With real-time information, Hub facilitators can prioritize certain transportation orders. Say a patient in the Yale New Haven Hospital Emergency Department is waiting for a bed on a particular unit.
The transportation logistics facilitator can prioritize transportation for a patient being discharged from that unit and help free up a bed for the waiting patient sooner.
The Transportation Logistics Hub will also free up staff for their other duties.
“The biggest advantage of this will be the time it saves,” said Talton, who is part of the multidisciplinary team working on the Hub project.
Planning for the Hub began in 2021, when Jason Cooling, a clinical redesign consultant with YNHHS Clinical Operations, asked inpatient teams what commonly causes patient discharge delays.
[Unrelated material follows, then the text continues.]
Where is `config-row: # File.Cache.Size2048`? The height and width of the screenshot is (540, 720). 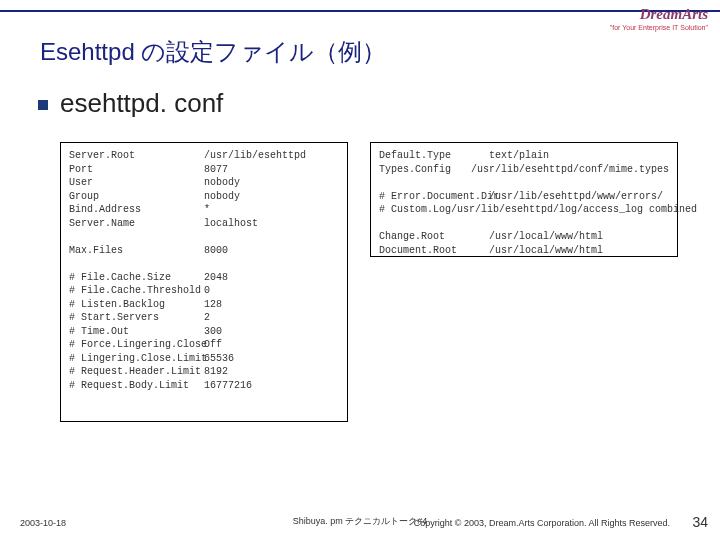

Transportation came up repeatedly.
Cooling visited inpatient units, recording how much time business associates and sometimes nurses or care managers spent arranging transportation for discharged patients, which includes their time spent contacting transportation companies, gathering patient information, completing forms and waiting on hold. The time is significant, considering the more than 62,500 patient transports YNHHS sees each year.
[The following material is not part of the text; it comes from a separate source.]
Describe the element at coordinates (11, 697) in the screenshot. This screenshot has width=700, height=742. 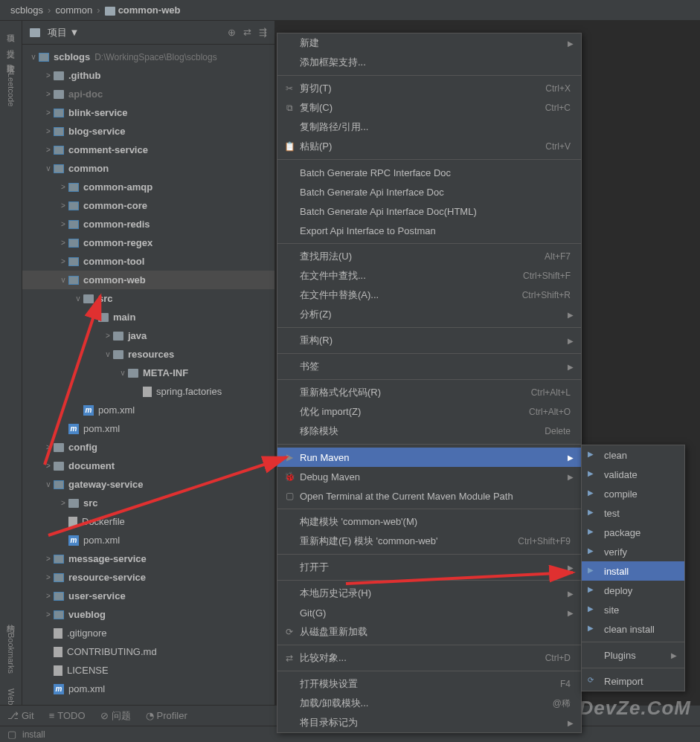
I see `tool-tab-web: Web` at that location.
“The Transportation Logistics Hub facilitators are there to own and streamline this process,” said Kelsey Cameron, Capacity Coordination Program manager. “They will work with transportation companies to ensure these patients get to where they need to be safely and in a timely fashion.”
The Hub logistics facilitators and software platform will also help improve vendor transportation operations over time. YNHHS and the transportation companies will have information about the busiest times for discharge transportation, whether the hospitals and transportation companies are meeting deadlines and how they can work more efficiently.
The Transportation Logistics Hub will be located in the Capacity Coordination Center with Bed Management and the Y Access Transfer Center. This will give the team line of sight into the status, priorities and flow challenges of each delivery network, according to Laura Pham, MD, executive director, Patient and Physician Access. A ribbon-cutting for the Hub is scheduled for January.
This article is part of a series that examines how teams across YNHHS are working to reposition the health system for the future by focusing on strategic priorities through a systemwide initiative called Strengthening Our CORE (Collaboration, Optimization, Resiliency, Efficiency). Multiple workstreams have been designed to improve operational efficiencies; foster innovation; and improve quality and safety for patients and employees.